While visualization creates tight webs that interlink within a subject, metaphors create broad webs that link completely different ideas. You might not realize how that blog article on fitness you read two weeks ago relates to math, but through making metaphors you have a huge reserve of information available to you when you need it.
4) Feel It
Another technique I’ve experimented with to improve my holistic learning is feeling through ideas. This one is a little more difficult to explain, but the basic idea is that instead of associating an idea to a picture or another metaphor, you associate it with a feeling. I’m a visual learner, so I’ve found it to be ineffective for large pieces of data, but it is really helpful for data that is otherwise hard to relate.

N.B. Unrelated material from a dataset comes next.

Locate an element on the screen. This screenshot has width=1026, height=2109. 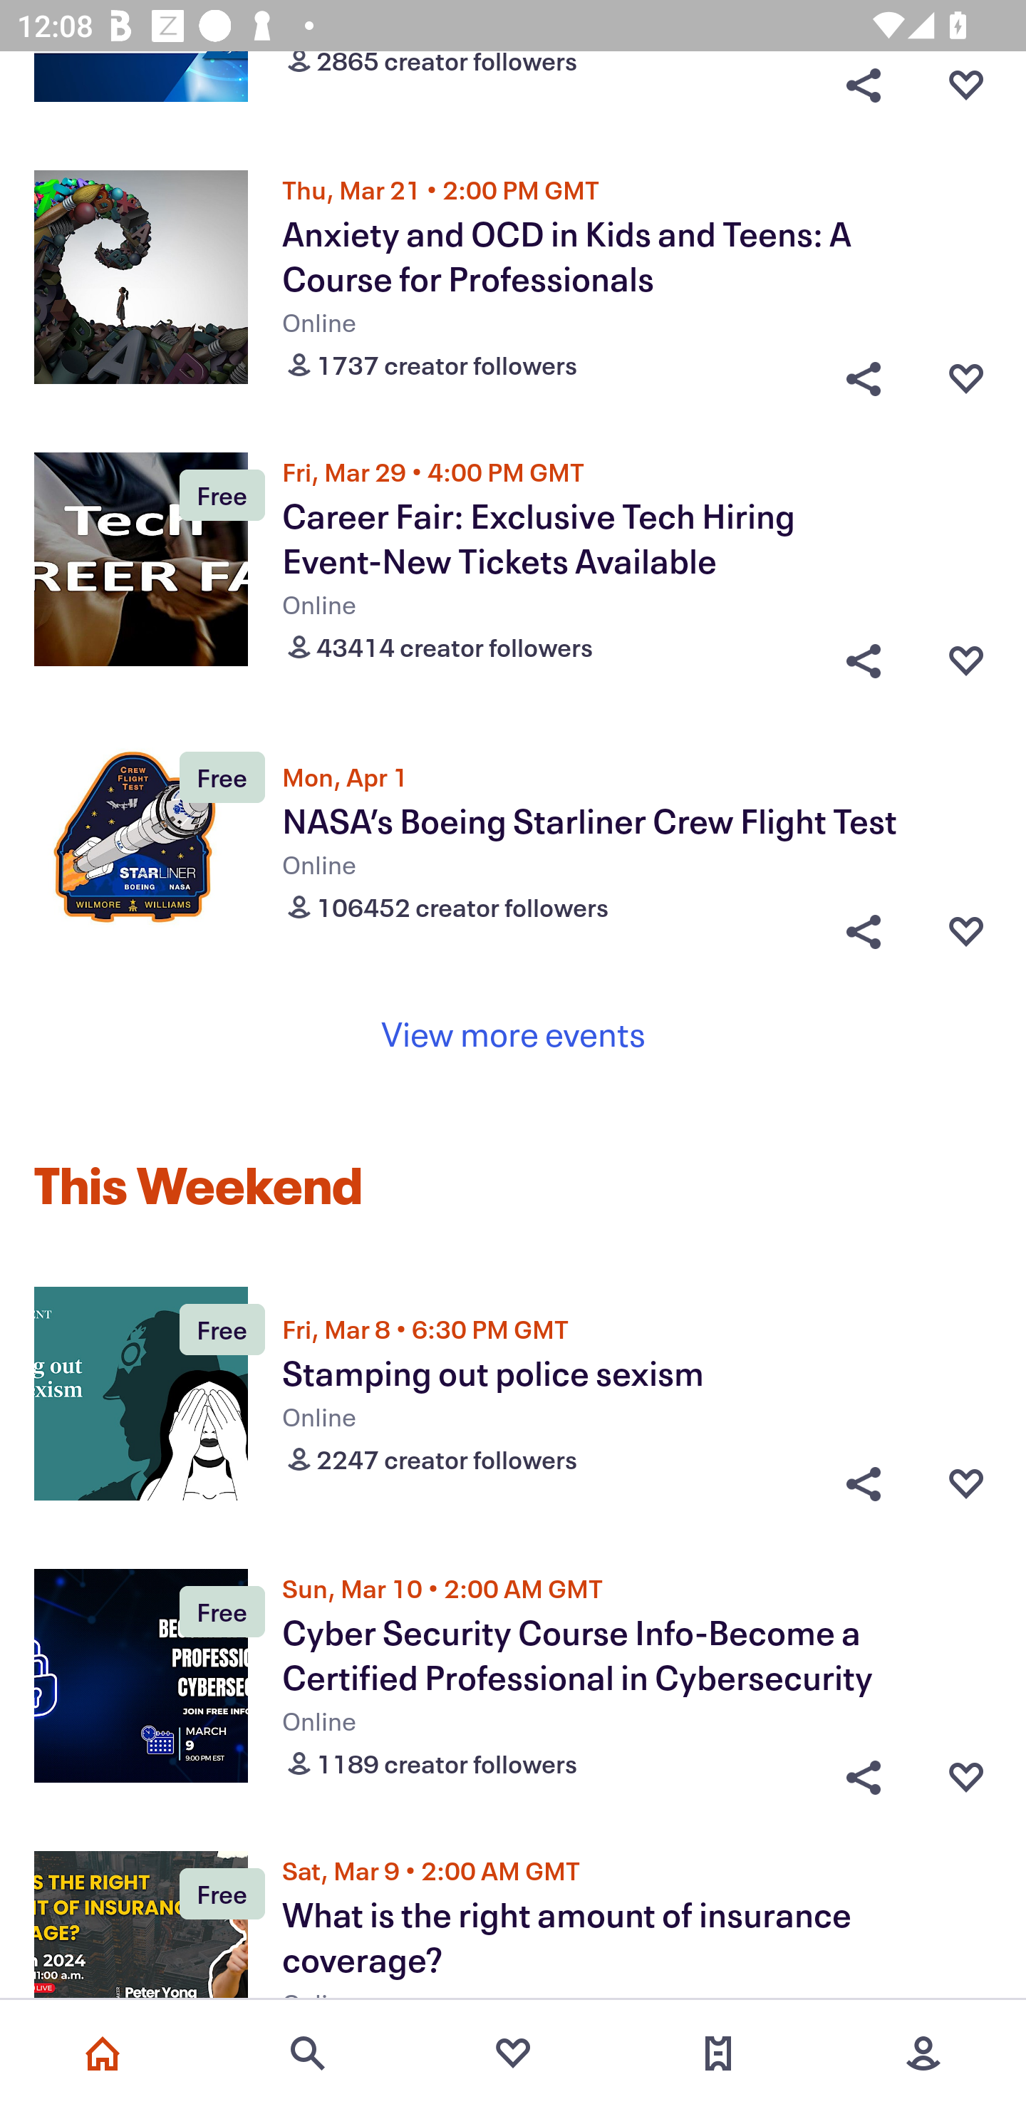
View more events is located at coordinates (513, 1035).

I used this process to easily remember the process of getting the determinant of a matrix. For you math buffs, you probably already know that the determinant of a 2×2 matrix is basically the left diagonal minus the right diagonal. I was able to associate this information into my web through a feeling by imagining what it would be like to move my hands through each diagonal on the matrix. This is an incredibly simplified example, but feeling ideas can be very useful.
5) When in Doubt, Link or Peg It
Questions, visualization, metaphors and feeling should cover about 99% of the information you need to learn. They are the most effective ways to interlink ideas. But if you still need to memorize some information that you can’t understand or relate, your fall-back can be the link and peg system.

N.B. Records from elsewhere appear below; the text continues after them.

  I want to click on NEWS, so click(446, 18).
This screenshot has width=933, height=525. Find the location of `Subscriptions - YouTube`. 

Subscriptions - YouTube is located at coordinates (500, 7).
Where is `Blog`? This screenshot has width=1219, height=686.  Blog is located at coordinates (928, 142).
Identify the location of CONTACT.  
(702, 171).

Explaining these memory systems is out of the scope of this article, but the basic idea of the link system is to create a wacky, vivid picture relating two seemingly unrelated ideas so that a connection between them is forced. The peg system takes it a step further creating a simple phonetic system for storing numbers and dates. You can learn more about these systems here.

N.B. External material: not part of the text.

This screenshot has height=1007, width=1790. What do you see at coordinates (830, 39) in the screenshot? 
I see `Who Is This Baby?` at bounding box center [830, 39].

Dirt Roads and Superhighways
An effective web should heavily interlink between ideas of a similar subject, but it should also have links that extend between completely different ideas. I like to think of these two approaches like comparing dirt roads and superhighways. You need lots of cheap dirt roads to interconnect closely related areas and a few superhighways to connect distant cities.
When I was learning history I would make dirt roads connecting the aspects of one particular time period and culture to itself. Linking the artistic achievements of the Song Dynasty with their political situation. But I would also make highways and superhighways. I would compare Song China to India and to the politics in the United States.
Some people build a lot of dirt roads but forget the highways. They understand things well within a subject, but they can’t relate that subject outside of the classroom. Hamlet is one of my favorite literary works because in the classroom where I learned it, our teacher went to great lengths to help build superhighways. We would discuss how aspects of Hamlet related to our own life, politics and completely different areas. As a result I remember more from that play than almost any other piece of literature I studied.
The End of Studying
Studying should be like stretching before a big race. It isn’t a time to get in shape. I lied a bit when I wrote the title of this article. I do study. But I don’t do it for the same reasons that other people do. I study to ensure my web is functioning, not to start building it. Even when I do study, it is just a quick review, never an all-night cramming session.
Some of you may read this article and start thinking that going to the trouble of drawing out diagrams and thinking hard about metaphors to practice holistic learning is going to take too much time. I believe the opposite is true. I have saved a lot of time using these techniques so that school has become just a minor time investment in the overall work I do each day. Practice holistic learning and you can spend less time cramming and more time actually learning.